Source records:

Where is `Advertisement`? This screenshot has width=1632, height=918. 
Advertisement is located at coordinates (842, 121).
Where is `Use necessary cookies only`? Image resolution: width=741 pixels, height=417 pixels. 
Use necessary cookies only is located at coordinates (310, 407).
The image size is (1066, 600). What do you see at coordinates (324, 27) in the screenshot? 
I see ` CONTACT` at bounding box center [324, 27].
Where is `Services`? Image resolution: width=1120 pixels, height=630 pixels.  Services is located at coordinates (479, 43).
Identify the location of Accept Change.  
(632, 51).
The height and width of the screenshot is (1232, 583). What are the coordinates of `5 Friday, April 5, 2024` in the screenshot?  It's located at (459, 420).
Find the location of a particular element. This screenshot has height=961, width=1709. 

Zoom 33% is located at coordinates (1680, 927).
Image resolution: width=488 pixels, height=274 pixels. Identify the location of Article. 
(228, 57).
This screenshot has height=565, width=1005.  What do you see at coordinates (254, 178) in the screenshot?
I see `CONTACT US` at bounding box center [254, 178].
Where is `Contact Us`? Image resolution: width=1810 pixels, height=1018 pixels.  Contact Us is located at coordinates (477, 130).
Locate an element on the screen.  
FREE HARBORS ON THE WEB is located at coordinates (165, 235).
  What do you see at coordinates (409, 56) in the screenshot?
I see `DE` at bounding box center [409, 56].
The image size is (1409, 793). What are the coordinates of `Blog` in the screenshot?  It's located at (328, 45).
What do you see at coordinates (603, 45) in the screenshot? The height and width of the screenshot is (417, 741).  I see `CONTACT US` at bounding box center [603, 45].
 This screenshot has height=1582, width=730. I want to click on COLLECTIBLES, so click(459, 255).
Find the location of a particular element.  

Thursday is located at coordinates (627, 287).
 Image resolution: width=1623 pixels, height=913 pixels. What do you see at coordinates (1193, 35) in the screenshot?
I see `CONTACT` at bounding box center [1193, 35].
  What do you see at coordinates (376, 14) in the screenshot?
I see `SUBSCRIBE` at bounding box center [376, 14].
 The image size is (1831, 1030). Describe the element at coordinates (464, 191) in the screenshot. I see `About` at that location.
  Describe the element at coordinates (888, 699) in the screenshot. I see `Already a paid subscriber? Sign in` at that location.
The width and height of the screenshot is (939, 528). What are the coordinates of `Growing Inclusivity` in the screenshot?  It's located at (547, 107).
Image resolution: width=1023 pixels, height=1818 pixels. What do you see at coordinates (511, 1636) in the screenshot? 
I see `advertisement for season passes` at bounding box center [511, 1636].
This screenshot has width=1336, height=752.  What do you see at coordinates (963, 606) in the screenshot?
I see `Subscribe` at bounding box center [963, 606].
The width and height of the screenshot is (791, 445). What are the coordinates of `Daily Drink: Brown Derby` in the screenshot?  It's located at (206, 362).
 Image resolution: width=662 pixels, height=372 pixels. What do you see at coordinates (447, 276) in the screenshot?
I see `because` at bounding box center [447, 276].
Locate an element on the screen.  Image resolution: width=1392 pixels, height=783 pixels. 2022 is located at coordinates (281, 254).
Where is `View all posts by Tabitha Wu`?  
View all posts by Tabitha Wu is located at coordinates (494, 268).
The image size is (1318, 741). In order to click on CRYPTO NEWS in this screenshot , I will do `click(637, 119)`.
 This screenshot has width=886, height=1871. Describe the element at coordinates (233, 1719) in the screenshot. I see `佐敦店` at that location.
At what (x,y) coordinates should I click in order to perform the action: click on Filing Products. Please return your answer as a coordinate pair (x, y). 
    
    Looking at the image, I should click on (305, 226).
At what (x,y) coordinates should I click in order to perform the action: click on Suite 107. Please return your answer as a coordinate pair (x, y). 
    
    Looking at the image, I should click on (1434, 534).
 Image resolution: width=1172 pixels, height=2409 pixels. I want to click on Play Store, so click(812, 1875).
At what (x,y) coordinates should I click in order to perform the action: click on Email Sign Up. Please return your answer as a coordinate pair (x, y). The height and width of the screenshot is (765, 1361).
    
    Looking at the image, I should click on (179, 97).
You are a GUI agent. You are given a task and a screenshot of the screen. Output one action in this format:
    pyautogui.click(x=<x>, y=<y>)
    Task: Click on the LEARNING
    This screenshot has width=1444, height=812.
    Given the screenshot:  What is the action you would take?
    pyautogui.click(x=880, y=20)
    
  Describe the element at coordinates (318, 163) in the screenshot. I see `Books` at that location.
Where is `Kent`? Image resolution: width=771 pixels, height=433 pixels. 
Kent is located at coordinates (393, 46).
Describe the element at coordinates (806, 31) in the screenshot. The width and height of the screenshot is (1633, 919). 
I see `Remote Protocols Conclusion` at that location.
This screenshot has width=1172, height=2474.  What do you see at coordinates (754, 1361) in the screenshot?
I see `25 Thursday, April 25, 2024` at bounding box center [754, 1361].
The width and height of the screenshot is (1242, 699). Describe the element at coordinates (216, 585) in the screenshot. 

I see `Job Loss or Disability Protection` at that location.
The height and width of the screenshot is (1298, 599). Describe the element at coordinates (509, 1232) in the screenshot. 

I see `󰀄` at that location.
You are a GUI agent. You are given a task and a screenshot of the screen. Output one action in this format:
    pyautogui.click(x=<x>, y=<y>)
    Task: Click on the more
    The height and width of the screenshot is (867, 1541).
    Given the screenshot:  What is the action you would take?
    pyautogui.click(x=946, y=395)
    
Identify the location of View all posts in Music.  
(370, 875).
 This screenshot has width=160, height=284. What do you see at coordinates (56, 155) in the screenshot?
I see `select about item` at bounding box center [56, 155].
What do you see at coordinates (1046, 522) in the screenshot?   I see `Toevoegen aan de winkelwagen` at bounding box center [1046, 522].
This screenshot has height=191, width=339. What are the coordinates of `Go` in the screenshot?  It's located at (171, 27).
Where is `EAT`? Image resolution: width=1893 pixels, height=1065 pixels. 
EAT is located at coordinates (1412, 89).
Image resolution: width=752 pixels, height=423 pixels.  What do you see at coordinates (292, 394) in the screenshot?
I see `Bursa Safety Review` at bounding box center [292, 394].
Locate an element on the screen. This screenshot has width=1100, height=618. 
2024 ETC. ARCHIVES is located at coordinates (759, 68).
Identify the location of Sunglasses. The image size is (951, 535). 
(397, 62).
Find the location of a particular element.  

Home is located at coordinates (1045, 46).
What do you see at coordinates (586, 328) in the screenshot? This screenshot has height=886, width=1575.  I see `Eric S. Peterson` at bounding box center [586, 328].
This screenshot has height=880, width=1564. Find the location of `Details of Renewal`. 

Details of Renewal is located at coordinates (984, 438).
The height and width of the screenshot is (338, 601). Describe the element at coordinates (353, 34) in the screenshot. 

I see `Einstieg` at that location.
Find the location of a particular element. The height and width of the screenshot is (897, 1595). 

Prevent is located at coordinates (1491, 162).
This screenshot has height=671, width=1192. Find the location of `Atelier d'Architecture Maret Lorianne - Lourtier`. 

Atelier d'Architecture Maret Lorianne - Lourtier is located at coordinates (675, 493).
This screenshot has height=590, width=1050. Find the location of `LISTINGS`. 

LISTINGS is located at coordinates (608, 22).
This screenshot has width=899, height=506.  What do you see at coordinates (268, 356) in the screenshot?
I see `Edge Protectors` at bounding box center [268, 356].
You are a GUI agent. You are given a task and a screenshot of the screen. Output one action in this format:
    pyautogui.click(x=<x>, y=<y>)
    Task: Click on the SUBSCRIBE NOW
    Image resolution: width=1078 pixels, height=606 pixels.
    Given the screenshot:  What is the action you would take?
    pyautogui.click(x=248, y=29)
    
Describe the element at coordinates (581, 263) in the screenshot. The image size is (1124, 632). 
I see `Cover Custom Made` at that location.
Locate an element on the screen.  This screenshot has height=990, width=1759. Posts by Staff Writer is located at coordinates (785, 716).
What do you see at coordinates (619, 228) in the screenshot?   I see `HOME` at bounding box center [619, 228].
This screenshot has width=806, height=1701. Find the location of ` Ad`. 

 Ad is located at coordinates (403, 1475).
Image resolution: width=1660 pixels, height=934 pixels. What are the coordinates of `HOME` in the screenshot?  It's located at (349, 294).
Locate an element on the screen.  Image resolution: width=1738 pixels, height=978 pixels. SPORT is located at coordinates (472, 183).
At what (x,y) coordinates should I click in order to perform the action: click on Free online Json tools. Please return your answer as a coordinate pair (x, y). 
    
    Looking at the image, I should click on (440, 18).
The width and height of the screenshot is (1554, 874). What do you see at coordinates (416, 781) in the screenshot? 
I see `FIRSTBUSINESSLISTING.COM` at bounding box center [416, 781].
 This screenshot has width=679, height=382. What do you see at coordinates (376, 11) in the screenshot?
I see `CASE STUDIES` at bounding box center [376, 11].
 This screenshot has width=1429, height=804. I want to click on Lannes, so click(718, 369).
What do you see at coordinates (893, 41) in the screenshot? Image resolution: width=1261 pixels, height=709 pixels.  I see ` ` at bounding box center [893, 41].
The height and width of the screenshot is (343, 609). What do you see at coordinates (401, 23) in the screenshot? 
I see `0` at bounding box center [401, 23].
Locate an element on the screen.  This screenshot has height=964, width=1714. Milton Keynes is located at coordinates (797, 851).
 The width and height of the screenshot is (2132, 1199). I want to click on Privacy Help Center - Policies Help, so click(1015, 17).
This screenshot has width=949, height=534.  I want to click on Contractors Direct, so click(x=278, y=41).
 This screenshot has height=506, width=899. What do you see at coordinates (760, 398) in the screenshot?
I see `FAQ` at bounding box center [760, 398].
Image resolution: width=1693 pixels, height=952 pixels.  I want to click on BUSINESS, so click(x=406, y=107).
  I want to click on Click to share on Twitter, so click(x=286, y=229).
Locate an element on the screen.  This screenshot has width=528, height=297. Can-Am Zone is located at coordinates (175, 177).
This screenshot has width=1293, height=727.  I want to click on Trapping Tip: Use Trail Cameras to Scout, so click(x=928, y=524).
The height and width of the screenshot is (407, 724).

• ACTIVITY
If a line comes after the one containing "The height and width of the screenshot is (1232, 583).", leave it out; set down every line of the data before it, and that line itself, exactly.

• ANSWER BELOW
Where is `Advertisement`? This screenshot has width=1632, height=918. 
Advertisement is located at coordinates (842, 121).
Where is `Use necessary cookies only`? Image resolution: width=741 pixels, height=417 pixels. 
Use necessary cookies only is located at coordinates (310, 407).
The image size is (1066, 600). What do you see at coordinates (324, 27) in the screenshot? 
I see ` CONTACT` at bounding box center [324, 27].
Where is `Services`? Image resolution: width=1120 pixels, height=630 pixels.  Services is located at coordinates (479, 43).
Identify the location of Accept Change.  
(632, 51).
The height and width of the screenshot is (1232, 583). What are the coordinates of `5 Friday, April 5, 2024` in the screenshot?  It's located at (459, 420).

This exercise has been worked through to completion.